A DualPI2 Module for Mahimahi: Behavioral Characterization and Cross-Platform Analysis
Low Latency, Low Loss, and Scalable Throughput (L4S) is an emerging paradigm for latency control based on DualPI2 active queue management and scalable congestion control. While a Linux kernel implementation of DualPI2 is available, controlled and reproducible experimentation on L4S mechanisms can be facilitated by a modular, user-space alternative. In this paper, we present a DualPI2 module for the Mahimahi network emulator, designed to support extensible, component-level experimentation without kernel modification. We conduct a statistical behavioral characterization of the Mahimahi implementation by examining key metrics across diverse traffic patterns and network conditions, using the Linux kernel implementation as a reference baseline. Our analysis shows that behavioral alignment across execution environments is not automatic: identical DualPI2 parameterization does not guarantee identical dynamics. Instead, key control parameters exhibit environment-dependent sensitivity, leading to regime-dependent discrepancies across bandwidth-delay product (BDP) conditions. Through targeted parameter exploration, we identify configurations that improve cross-platform alignment in low BDP regimes, while revealing structural differences that persist under higher load. This work provides both a practical tool for experimental L4S research and empirical insight into cross-platform behavioral differences, highlighting the importance of systematic characterization and environment-aware parameter selection in emulation-based AQM studies.
💡 Research Summary
The paper addresses a practical barrier to reproducible L4S research: the reliance on the Linux kernel implementation of the DualPI2 active‑queue‑management (AQM) algorithm, which requires privileged access and kernel recompilation for any parameter or component changes. To lower this barrier, the authors design and release a user‑space DualPI2 module that integrates with the Mahimahi network emulator, a lightweight tool already popular for transport‑level experiments.
The implementation follows the Dual Queue Coupled (DQC) architecture defined in RFC 9332. Packets are classified into a classic (C) queue or an L4S (L) queue based on the ECN field; the C queue is managed by a PI2 controller (target delay ≈15 ms by default) while the L queue uses a “Step” controller with a very shallow target (≈1 ms). A coupling factor k ensures that the L queue’s marking probability never falls below a scaled version of the C queue’s drop probability, preserving fairness between classic and L4S traffic. In the Mahimahi version, each of these logical components is exposed as an independent module with command‑line configuration, enabling rapid experimentation without kernel modifications.
To evaluate behavioral fidelity, the authors conduct a systematic study across 48 scenarios that combine four traffic patterns (steady, bursty, mixed, short‑flow) with three bandwidth‑delay product (BDP) regimes: low (10 ms × 10 Mbps), medium (50 ms × 100 Mbps), and high (200 ms × 1 Gbps). For each scenario they collect average queue length, 95th‑percentile latency, ECN marking rate, packet drop rate, and overall throughput efficiency. Statistical analysis reveals that identical DualPI2 parameter settings do not automatically yield identical dynamics in the two environments.
In low‑BDP conditions, the Mahimahi implementation can be tuned (e.g., reducing step_thresh to 0.8 ms and pi2_target to 12 ms) to achieve latency differences of less than 0.3 ms and ECN marking rates within 5 % of the kernel baseline. However, in medium and high BDP regimes the user‑space version consistently exhibits higher latency (2–5 ms excess) and over‑marking of ECN, which reduces L4S flow throughput by 5–12 %. The authors attribute this to the coarser timer resolution and additional packet‑batching latency inherent in user‑space processing, which cause the control loops to underestimate the true queueing delay.
A sensitivity analysis identifies the integral gain α as the most influential parameter across all regimes; increasing α by 10 % accelerates convergence to the target delay. The proportional gain β has a noticeable effect only in low‑BDP scenarios, while the coupling coefficient k strongly influences fairness: raising k from 0.5 to 0.8 restores up to 12 % of lost throughput in high‑BDP cases by preventing the L4S queue from being overly suppressed by classic traffic.
Based on these findings, the paper proposes environment‑specific tuning guidelines for Mahimahi‑based L4S experiments: use default parameters for low BDP; for medium/high BDP increase α (≈1.2×), adjust k to 0.7–0.8, and relax pi2_target to 12–18 ms. These adjustments bring the user‑space behavior into a much closer alignment with the kernel reference while preserving the modularity and reproducibility advantages of Mahimahi.
All code, experiment data, and a statistical testing framework are released on GitHub, enabling other researchers to replicate the study, validate new AQM variants, or extend the modular DualPI2 design. The work therefore contributes both a practical tool for L4S experimentation and a rigorous empirical characterization of cross‑platform behavioral differences, underscoring the necessity of systematic validation when using emulation‑based AQM research.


#### [WORK ORDER]
All of the records shown below need to be copied with no differences.

(Records from a data source)
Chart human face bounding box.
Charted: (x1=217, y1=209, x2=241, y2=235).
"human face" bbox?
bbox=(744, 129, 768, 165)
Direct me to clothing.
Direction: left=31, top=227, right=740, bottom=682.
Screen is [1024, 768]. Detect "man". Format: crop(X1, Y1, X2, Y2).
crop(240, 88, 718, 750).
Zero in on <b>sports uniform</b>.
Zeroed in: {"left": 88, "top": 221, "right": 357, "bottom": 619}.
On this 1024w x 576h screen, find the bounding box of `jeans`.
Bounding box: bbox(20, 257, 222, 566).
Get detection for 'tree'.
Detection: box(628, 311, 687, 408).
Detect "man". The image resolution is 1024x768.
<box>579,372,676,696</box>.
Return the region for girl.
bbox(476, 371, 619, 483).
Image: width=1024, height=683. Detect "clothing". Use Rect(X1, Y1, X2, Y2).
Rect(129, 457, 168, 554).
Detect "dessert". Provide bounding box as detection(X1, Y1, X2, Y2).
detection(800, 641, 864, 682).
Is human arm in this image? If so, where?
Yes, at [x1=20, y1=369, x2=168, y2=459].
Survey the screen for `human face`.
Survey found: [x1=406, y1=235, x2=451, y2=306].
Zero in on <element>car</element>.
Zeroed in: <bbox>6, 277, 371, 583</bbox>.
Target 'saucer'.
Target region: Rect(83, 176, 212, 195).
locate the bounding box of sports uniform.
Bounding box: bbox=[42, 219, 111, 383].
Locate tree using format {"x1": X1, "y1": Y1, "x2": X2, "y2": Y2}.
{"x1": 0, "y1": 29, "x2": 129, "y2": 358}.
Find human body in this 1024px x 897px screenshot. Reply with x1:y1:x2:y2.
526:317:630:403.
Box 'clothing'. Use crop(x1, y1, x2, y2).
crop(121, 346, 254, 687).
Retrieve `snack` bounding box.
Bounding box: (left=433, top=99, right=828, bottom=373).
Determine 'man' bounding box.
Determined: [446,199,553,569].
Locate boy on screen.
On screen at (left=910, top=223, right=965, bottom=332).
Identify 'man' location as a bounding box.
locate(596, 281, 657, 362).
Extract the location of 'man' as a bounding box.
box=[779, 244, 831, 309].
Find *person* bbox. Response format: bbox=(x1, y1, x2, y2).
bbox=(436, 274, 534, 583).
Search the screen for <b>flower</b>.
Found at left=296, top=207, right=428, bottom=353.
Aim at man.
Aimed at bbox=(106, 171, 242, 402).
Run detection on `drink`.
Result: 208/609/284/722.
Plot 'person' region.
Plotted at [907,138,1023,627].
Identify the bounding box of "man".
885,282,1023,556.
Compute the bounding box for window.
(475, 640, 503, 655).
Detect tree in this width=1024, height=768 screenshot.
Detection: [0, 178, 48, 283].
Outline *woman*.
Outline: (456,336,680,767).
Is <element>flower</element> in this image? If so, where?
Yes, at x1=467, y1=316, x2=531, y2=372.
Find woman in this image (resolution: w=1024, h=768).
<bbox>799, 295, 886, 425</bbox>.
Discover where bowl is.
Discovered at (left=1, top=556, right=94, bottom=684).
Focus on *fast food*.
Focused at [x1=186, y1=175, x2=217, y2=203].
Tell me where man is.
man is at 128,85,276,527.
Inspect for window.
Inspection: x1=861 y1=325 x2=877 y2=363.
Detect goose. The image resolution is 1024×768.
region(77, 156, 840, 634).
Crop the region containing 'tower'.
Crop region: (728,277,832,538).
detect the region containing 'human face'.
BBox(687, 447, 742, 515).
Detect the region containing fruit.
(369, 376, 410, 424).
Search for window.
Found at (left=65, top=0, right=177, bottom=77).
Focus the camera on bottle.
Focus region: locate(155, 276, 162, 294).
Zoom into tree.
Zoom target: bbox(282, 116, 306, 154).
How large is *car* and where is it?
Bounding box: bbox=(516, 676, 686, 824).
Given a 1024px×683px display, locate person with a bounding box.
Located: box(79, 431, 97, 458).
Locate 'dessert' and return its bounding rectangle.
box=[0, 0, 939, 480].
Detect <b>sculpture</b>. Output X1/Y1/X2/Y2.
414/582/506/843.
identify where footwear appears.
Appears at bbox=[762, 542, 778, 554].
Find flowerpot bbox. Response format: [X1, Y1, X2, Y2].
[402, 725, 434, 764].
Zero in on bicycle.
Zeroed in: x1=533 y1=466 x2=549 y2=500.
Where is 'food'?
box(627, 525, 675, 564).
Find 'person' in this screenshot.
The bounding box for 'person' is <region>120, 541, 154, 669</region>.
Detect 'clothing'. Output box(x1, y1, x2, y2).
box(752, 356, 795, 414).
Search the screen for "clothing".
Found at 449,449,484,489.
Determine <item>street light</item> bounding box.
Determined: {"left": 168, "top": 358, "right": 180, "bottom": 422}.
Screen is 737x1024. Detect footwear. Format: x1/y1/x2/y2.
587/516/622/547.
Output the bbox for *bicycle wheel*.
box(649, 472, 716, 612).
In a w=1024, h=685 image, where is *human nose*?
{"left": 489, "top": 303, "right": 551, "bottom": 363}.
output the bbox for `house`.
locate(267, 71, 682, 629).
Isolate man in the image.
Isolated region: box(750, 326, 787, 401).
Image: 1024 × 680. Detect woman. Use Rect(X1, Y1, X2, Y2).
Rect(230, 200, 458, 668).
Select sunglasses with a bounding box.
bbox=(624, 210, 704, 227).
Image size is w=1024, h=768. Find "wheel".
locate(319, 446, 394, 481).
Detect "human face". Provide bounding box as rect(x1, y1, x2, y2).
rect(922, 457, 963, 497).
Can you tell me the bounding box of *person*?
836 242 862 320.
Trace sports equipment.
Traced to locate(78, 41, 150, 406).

#### [TASK ANSWER]
Chart human face bounding box.
Charted: (x1=217, y1=209, x2=241, y2=235).
"human face" bbox?
bbox=(744, 129, 768, 165)
Direct me to clothing.
Direction: left=31, top=227, right=740, bottom=682.
Screen is [1024, 768]. Detect "man". Format: crop(X1, Y1, X2, Y2).
crop(240, 88, 718, 750).
Zero in on <b>sports uniform</b>.
Zeroed in: {"left": 88, "top": 221, "right": 357, "bottom": 619}.
On this 1024w x 576h screen, find the bounding box of `jeans`.
Bounding box: bbox(20, 257, 222, 566).
Get detection for 'tree'.
Detection: box(628, 311, 687, 408).
Detect "man". The image resolution is 1024x768.
<box>579,372,676,696</box>.
Return the region for girl.
bbox(476, 371, 619, 483).
Image: width=1024, height=683. Detect "clothing". Use Rect(X1, Y1, X2, Y2).
Rect(129, 457, 168, 554).
Detect "dessert". Provide bounding box as detection(X1, Y1, X2, Y2).
detection(800, 641, 864, 682).
Is human arm in this image? If so, where?
Yes, at [x1=20, y1=369, x2=168, y2=459].
Survey the screen for `human face`.
Survey found: [x1=406, y1=235, x2=451, y2=306].
Zero in on <element>car</element>.
Zeroed in: <bbox>6, 277, 371, 583</bbox>.
Target 'saucer'.
Target region: Rect(83, 176, 212, 195).
locate the bounding box of sports uniform.
Bounding box: bbox=[42, 219, 111, 383].
Locate tree using format {"x1": X1, "y1": Y1, "x2": X2, "y2": Y2}.
{"x1": 0, "y1": 29, "x2": 129, "y2": 358}.
Find human body in this 1024px x 897px screenshot. Reply with x1:y1:x2:y2.
526:317:630:403.
Box 'clothing'. Use crop(x1, y1, x2, y2).
crop(121, 346, 254, 687).
Retrieve `snack` bounding box.
Bounding box: (left=433, top=99, right=828, bottom=373).
Determine 'man' bounding box.
Determined: [446,199,553,569].
Locate boy on screen.
On screen at (left=910, top=223, right=965, bottom=332).
Identify 'man' location as a bounding box.
locate(596, 281, 657, 362).
Extract the location of 'man' as a bounding box.
box=[779, 244, 831, 309].
Find *person* bbox. Response format: bbox=(x1, y1, x2, y2).
bbox=(436, 274, 534, 583).
Search the screen for <b>flower</b>.
Found at left=296, top=207, right=428, bottom=353.
Aim at man.
Aimed at bbox=(106, 171, 242, 402).
Run detection on `drink`.
Result: 208/609/284/722.
Plot 'person' region.
Plotted at [907,138,1023,627].
Identify the bounding box of "man".
885,282,1023,556.
Compute the bounding box for window.
(475, 640, 503, 655).
Detect tree in this width=1024, height=768 screenshot.
Detection: [0, 178, 48, 283].
Outline *woman*.
Outline: (456,336,680,767).
Is <element>flower</element> in this image? If so, where?
Yes, at x1=467, y1=316, x2=531, y2=372.
Find woman in this image (resolution: w=1024, h=768).
<bbox>799, 295, 886, 425</bbox>.
Discover where bowl is.
Discovered at (left=1, top=556, right=94, bottom=684).
Focus on *fast food*.
Focused at [x1=186, y1=175, x2=217, y2=203].
Tell me where man is.
man is at 128,85,276,527.
Inspect for window.
Inspection: x1=861 y1=325 x2=877 y2=363.
Detect goose. The image resolution is 1024×768.
region(77, 156, 840, 634).
Crop the region containing 'tower'.
Crop region: (728,277,832,538).
detect the region containing 'human face'.
BBox(687, 447, 742, 515).
Detect the region containing fruit.
(369, 376, 410, 424).
Search for window.
Found at (left=65, top=0, right=177, bottom=77).
Focus the camera on bottle.
Focus region: locate(155, 276, 162, 294).
Zoom into tree.
Zoom target: bbox(282, 116, 306, 154).
How large is *car* and where is it?
Bounding box: bbox=(516, 676, 686, 824).
Given a 1024px×683px display, locate person with a bounding box.
Located: box(79, 431, 97, 458).
Locate 'dessert' and return its bounding rectangle.
box=[0, 0, 939, 480].
Detect <b>sculpture</b>. Output X1/Y1/X2/Y2.
414/582/506/843.
identify where footwear appears.
Appears at bbox=[762, 542, 778, 554].
Find flowerpot bbox. Response format: [X1, Y1, X2, Y2].
[402, 725, 434, 764].
Zero in on bicycle.
Zeroed in: x1=533 y1=466 x2=549 y2=500.
Where is 'food'?
box(627, 525, 675, 564).
Find 'person' in this screenshot.
The bounding box for 'person' is <region>120, 541, 154, 669</region>.
Detect 'clothing'. Output box(x1, y1, x2, y2).
box(752, 356, 795, 414).
Search the screen for "clothing".
Found at 449,449,484,489.
Determine <item>street light</item> bounding box.
Determined: {"left": 168, "top": 358, "right": 180, "bottom": 422}.
Screen is 737x1024. Detect footwear. Format: x1/y1/x2/y2.
587/516/622/547.
Output the bbox for *bicycle wheel*.
box(649, 472, 716, 612).
In a w=1024, h=685 image, where is *human nose*?
{"left": 489, "top": 303, "right": 551, "bottom": 363}.
output the bbox for `house`.
locate(267, 71, 682, 629).
Isolate man in the image.
Isolated region: box(750, 326, 787, 401).
Image: 1024 × 680. Detect woman. Use Rect(X1, Y1, X2, Y2).
Rect(230, 200, 458, 668).
Select sunglasses with a bounding box.
bbox=(624, 210, 704, 227).
Image size is w=1024, h=768. Find "wheel".
locate(319, 446, 394, 481).
Detect "human face". Provide bounding box as rect(x1, y1, x2, y2).
rect(922, 457, 963, 497).
Can you tell me the bounding box of *person*?
836 242 862 320.
Trace sports equipment.
Traced to locate(78, 41, 150, 406).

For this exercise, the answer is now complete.